EDIT: The bounty is actually to draw more attention. I accidentally chose the wrong reason.
$E$ – Elliptic Curve over finite field $\mathbb F_p$.
Let $k$ be the embedding degree of the Curve with respect to a prime $q$: The full torsion group of all $q$-torsion points lies in $E(\mathbb F_{p^k})$.
For the MOV attack, we use 2 particular subgroups of the Full Torsion Group, $H_1$ and $H_2$, and we use the Weil Pairing $$H_1 \times H_2 \longrightarrow \mathbb F_{p^k} \text. $$
- $H_1$ is the subgroup of the full torsion group which has all the $q$-torsion which only belong to the EC over the base field $F_p$.
- $H_2$ is another subgroup of the full torsion group. Most books say that this is formed by the Frobenius Endomorphism.
The Frobenius Endomorphism is
$$F(r) = r^p$$
where $p$ is the prime characteristic of the ring.
Most math books refer to the Frobenius Endomorphism as something which applies only to Commutative Rings with a prime characteristic. If this is true, then obviously wouldn't apply to an Elliptic Curve Group. So if we had to apply it here, it would be applied to the coordinates of the points which lie in a Finite Field (which is also a commutative ring with prime characteristic). The map fixes points in $H_1$ — i.e. any point $R(x, y)$ in $H_1$ will always map to itself because $x^p = x$ and $y^p = y$.
However, for points on the extension group, it's a non-trivial map — i.e. a point would map to a different point.
My questions are as follows:
In another book, I also read that if you have a Point from the subgroup $H_2$, then the map exhibits in 2 ways — i.e. if $A=(x,y) \in H_2$, and $B=(x^p, y^p)$, then it also follows that $B$ is also $B = p*A$ (i.e. scalar multiplying $A$ by $p$).
In other words, the map is both Multiplicative & Additive. Is this true?
How do we form the points of the subgroup $H_2$?
Is it all points of the full torsion group which don't belong $H_1$? Or a subset of them?
Is $H_2$ the left hand side of the Endomorphism or the right hand side? Either way, what group is on the other side?
I understand how the MOV attack itself works — i.e. you transform the ECDH on $E(\mathbb F_p)$ to a DH on $\mathbb F_{p^k}$ which is simpler to solve because of Index Calculus if the embedding degree is small.
My question above is only about the Frobenius Endomorphism with respect to the MOV attack.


ASSIGNMENT. Verbatim reproduction of the entries is required; images must be omitted.

Data excerpts:
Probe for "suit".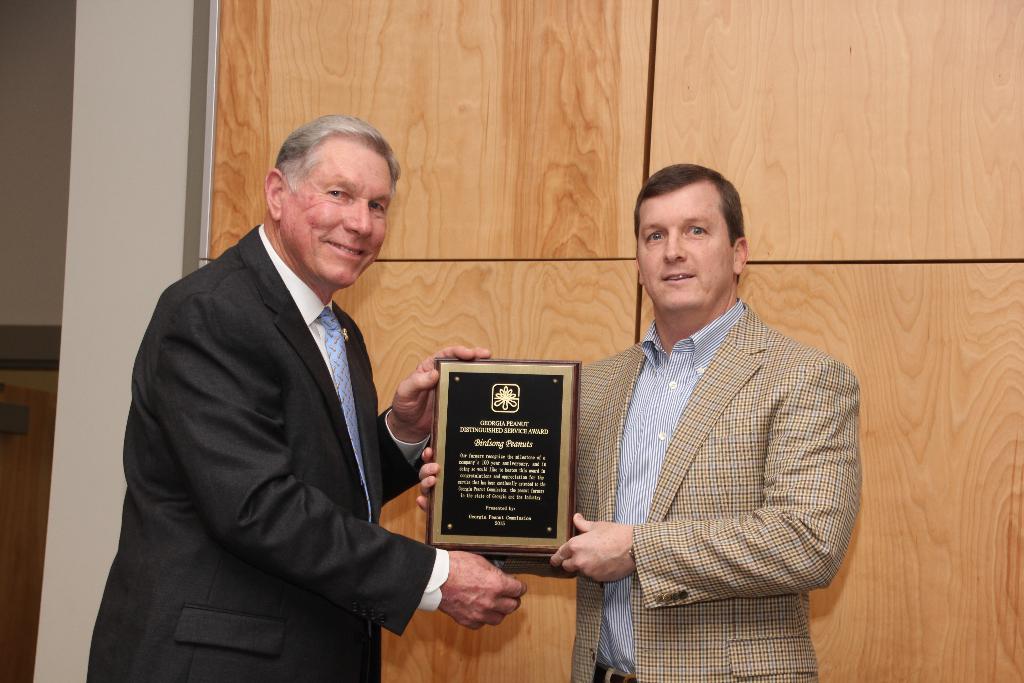
Probe result: select_region(499, 302, 861, 682).
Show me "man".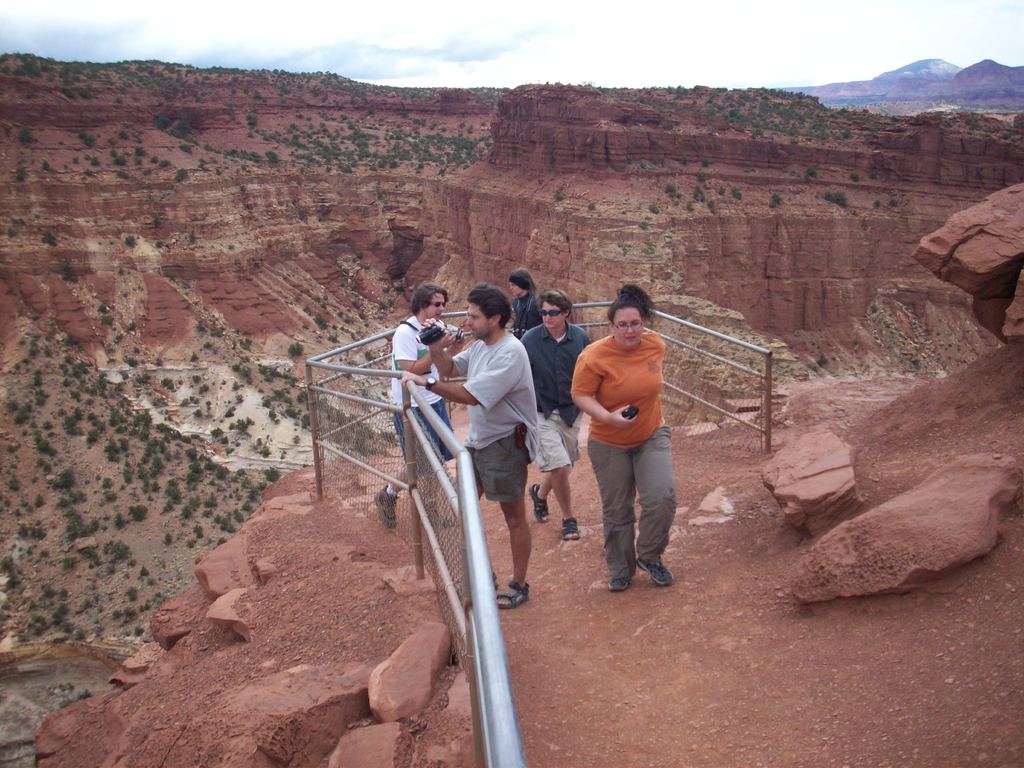
"man" is here: <bbox>399, 286, 543, 607</bbox>.
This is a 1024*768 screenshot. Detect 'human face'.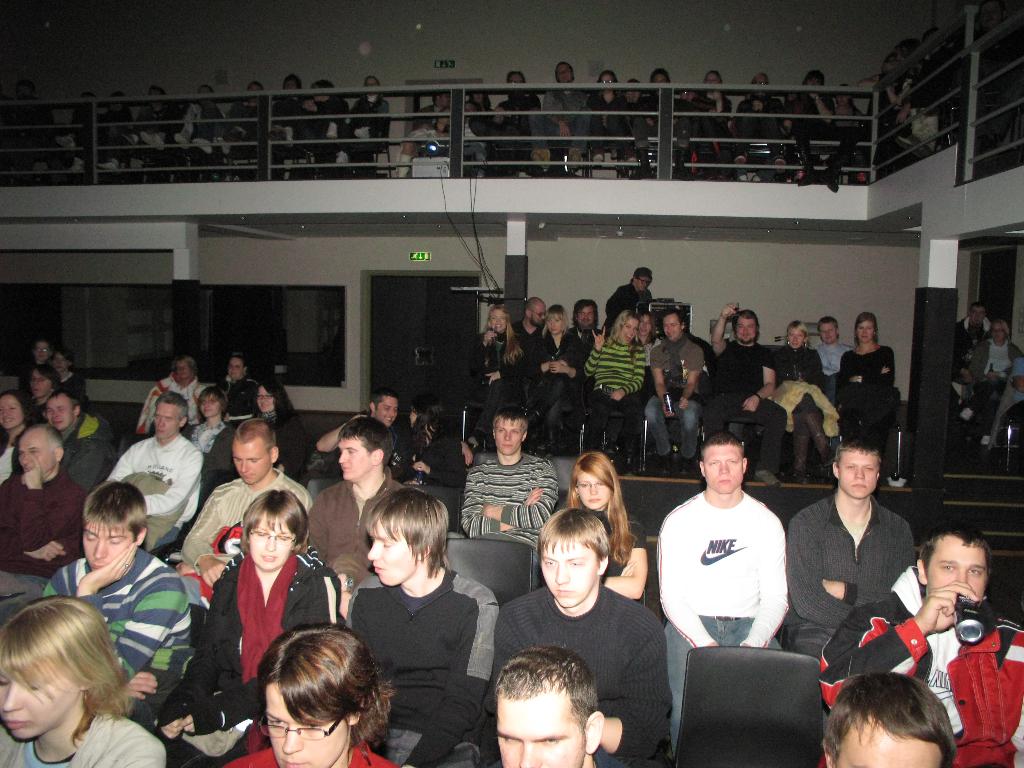
[442,109,449,124].
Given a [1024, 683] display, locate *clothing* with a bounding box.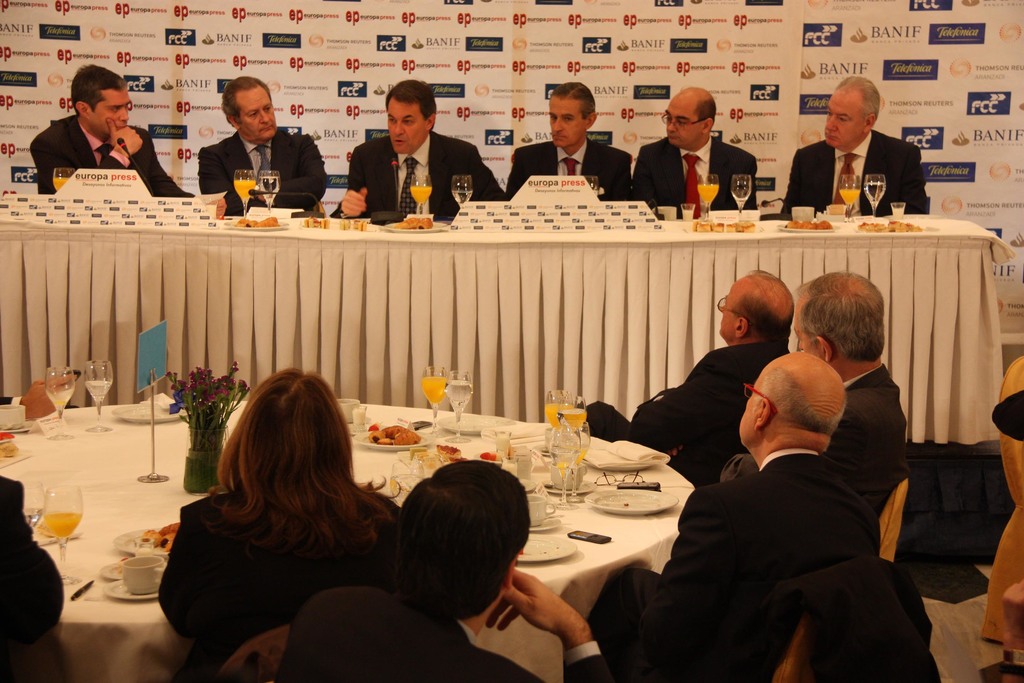
Located: [left=198, top=118, right=336, bottom=219].
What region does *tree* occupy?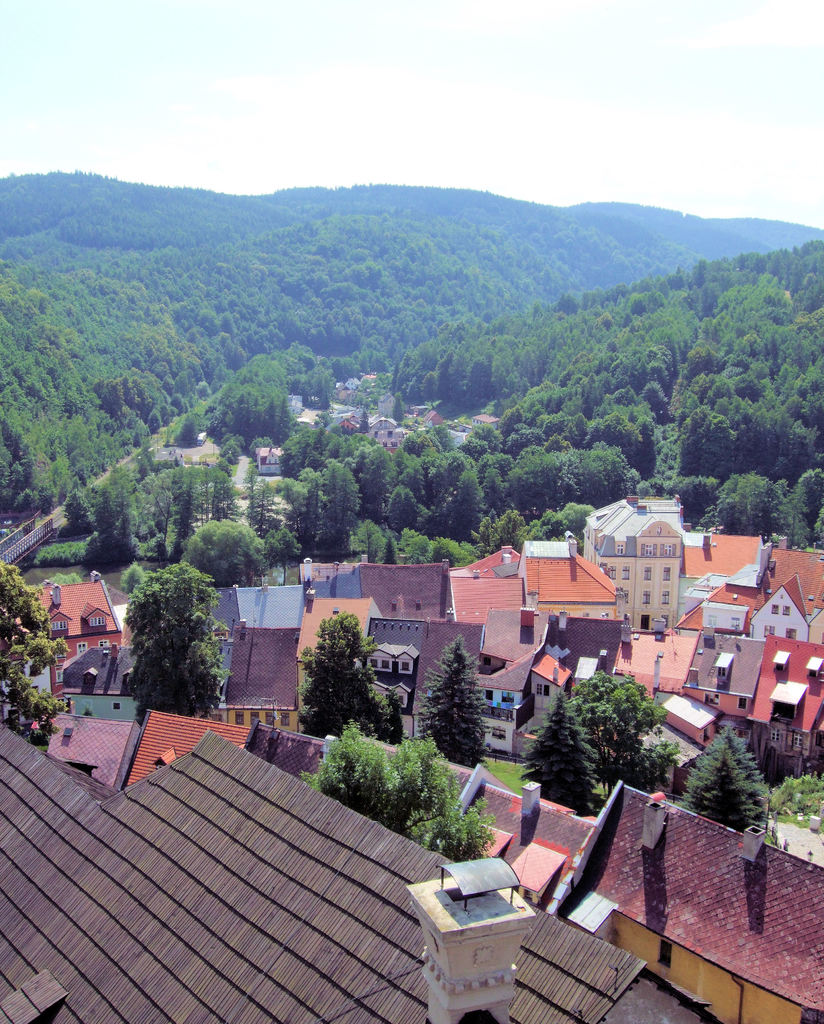
bbox(570, 687, 619, 792).
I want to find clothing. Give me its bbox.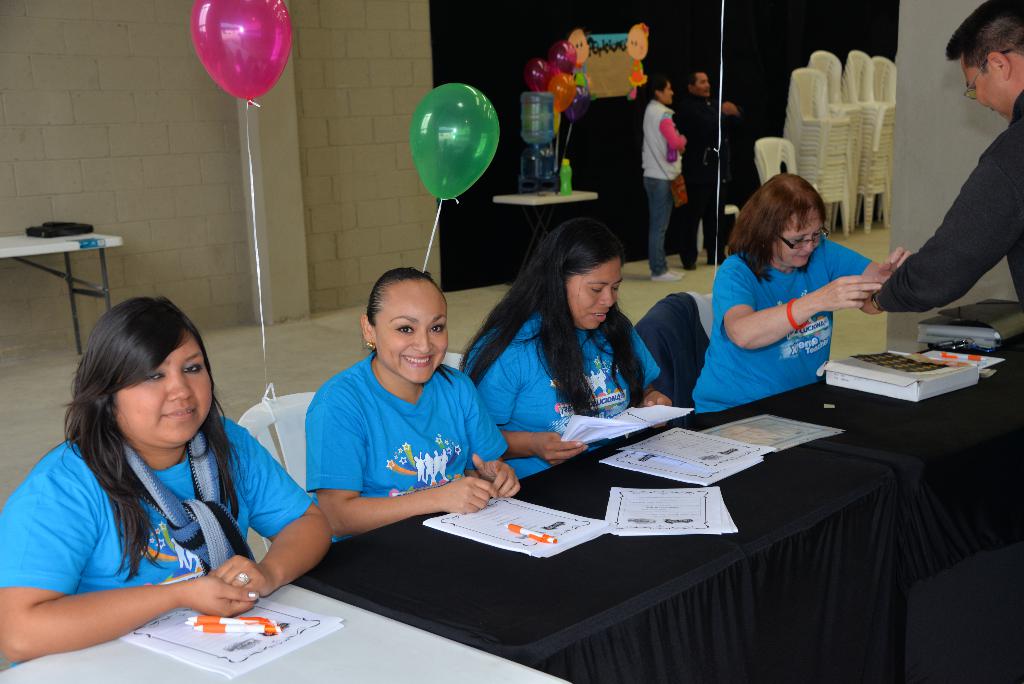
[x1=668, y1=95, x2=735, y2=263].
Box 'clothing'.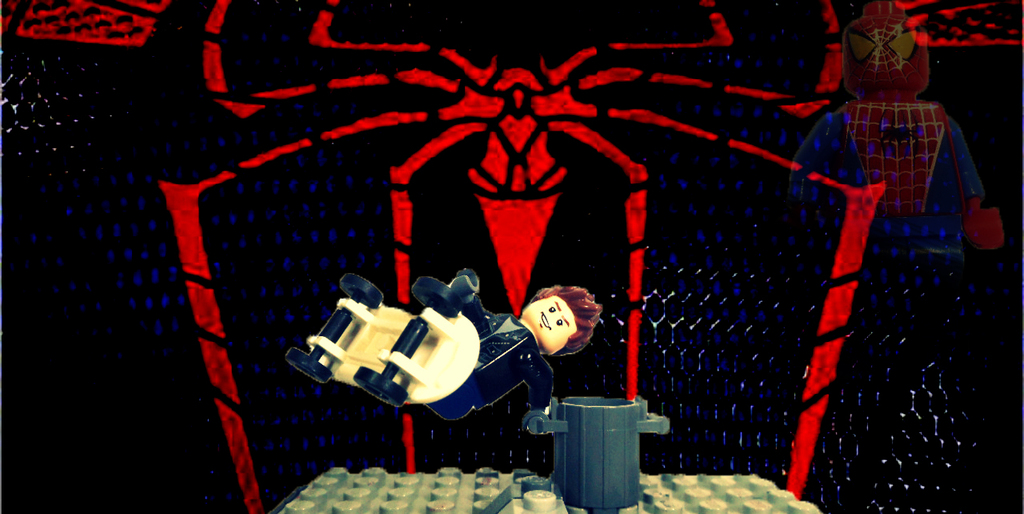
486, 312, 557, 408.
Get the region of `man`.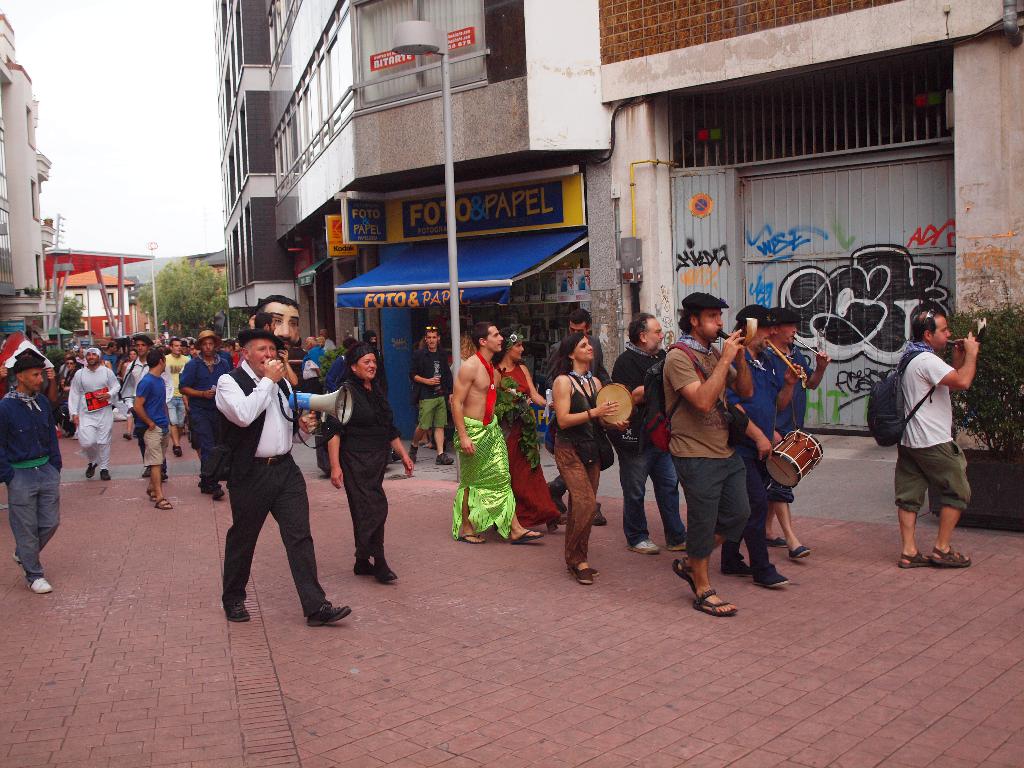
<box>160,342,198,462</box>.
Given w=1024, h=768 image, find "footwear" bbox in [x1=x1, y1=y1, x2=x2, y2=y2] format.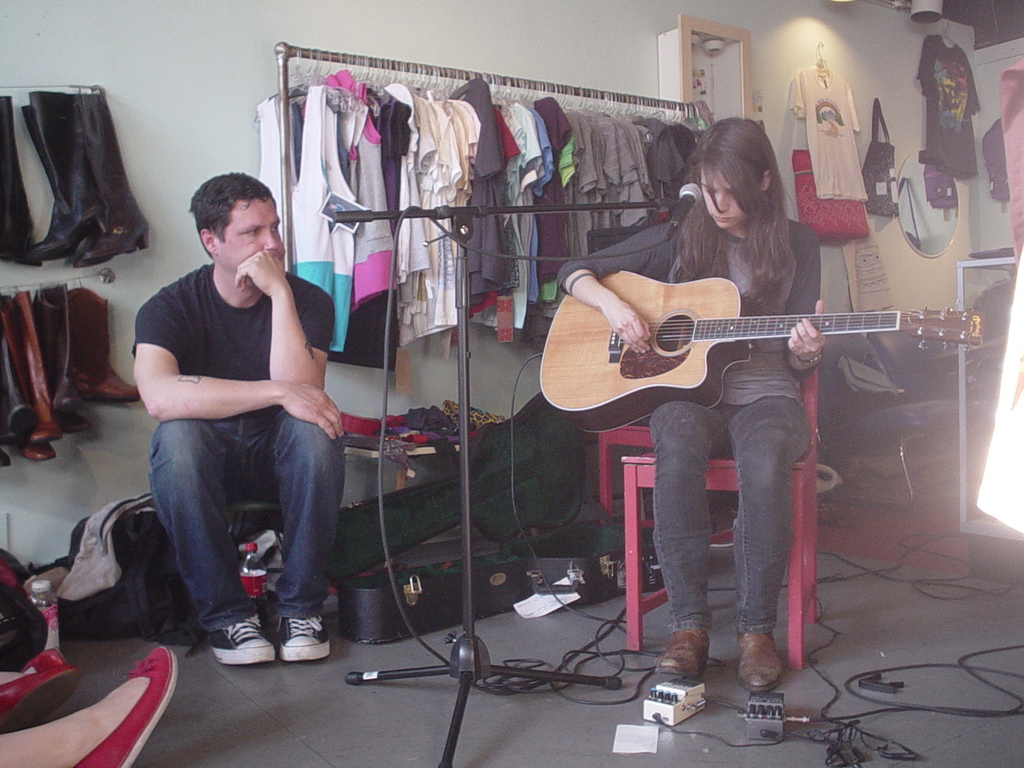
[x1=288, y1=610, x2=337, y2=665].
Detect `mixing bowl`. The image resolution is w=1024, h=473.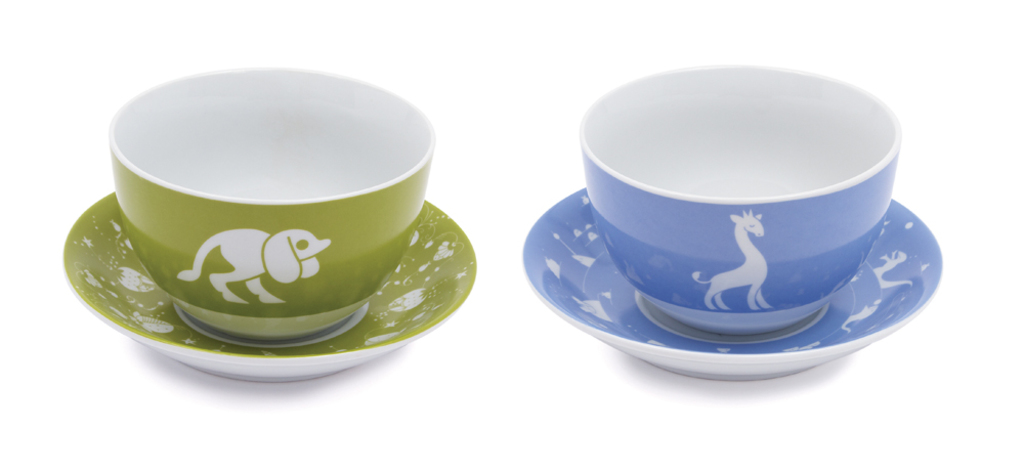
locate(578, 62, 901, 336).
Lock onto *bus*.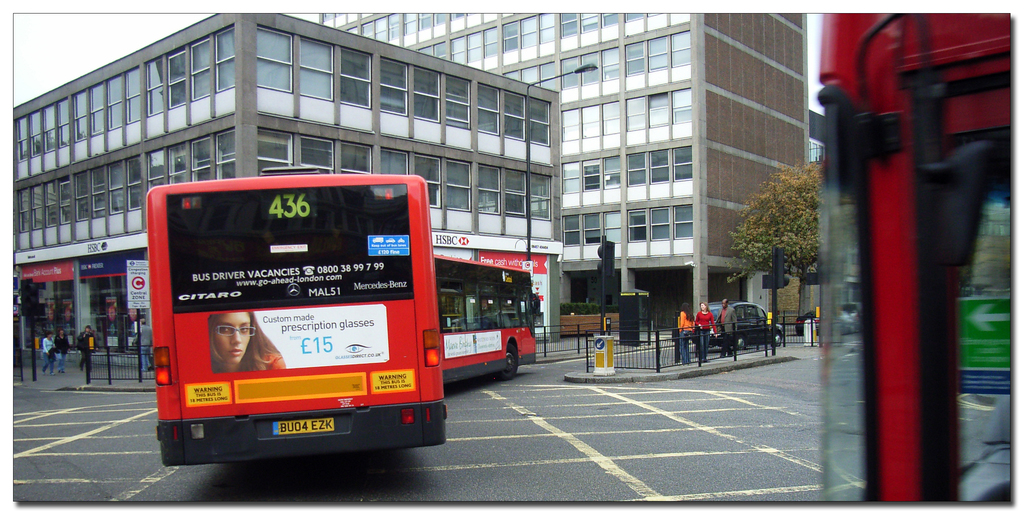
Locked: {"x1": 148, "y1": 163, "x2": 448, "y2": 463}.
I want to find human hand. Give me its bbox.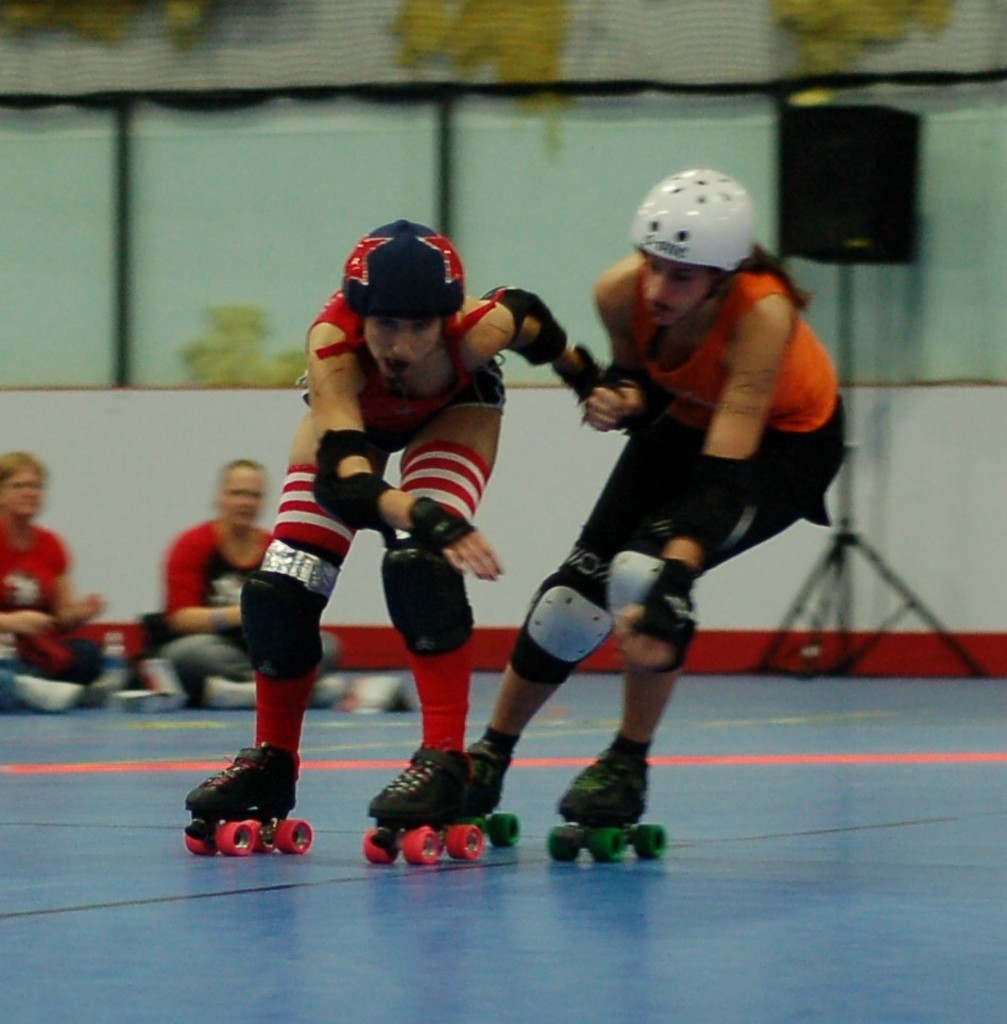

TASK RESPONSE.
Probe for "suit".
Probe result: select_region(499, 302, 861, 682).
Show me "man".
"man" is here: <bbox>399, 286, 543, 607</bbox>.
This is a 1024*768 screenshot. Detect 'human face'.
[442,109,449,124].
Given a [1024, 683] display, locate *clothing* with a bounding box.
Located: [left=198, top=118, right=336, bottom=219].
What region does *tree* occupy?
bbox(570, 687, 619, 792).
I want to find clothing. Give me its bbox.
[x1=668, y1=95, x2=735, y2=263].
Box 'clothing'.
486, 312, 557, 408.
Get the region of `man`.
<box>160,342,198,462</box>.
Given w=1024, h=768 image, find "footwear" bbox in [x1=x1, y1=y1, x2=x2, y2=y2] format.
[x1=288, y1=610, x2=337, y2=665].
Detect `mixing bowl`. The image resolution is w=1024, h=473.
locate(578, 62, 901, 336).
Lock onto *bus*.
Locked: {"x1": 148, "y1": 163, "x2": 448, "y2": 463}.
I want to find human hand. Give me its bbox.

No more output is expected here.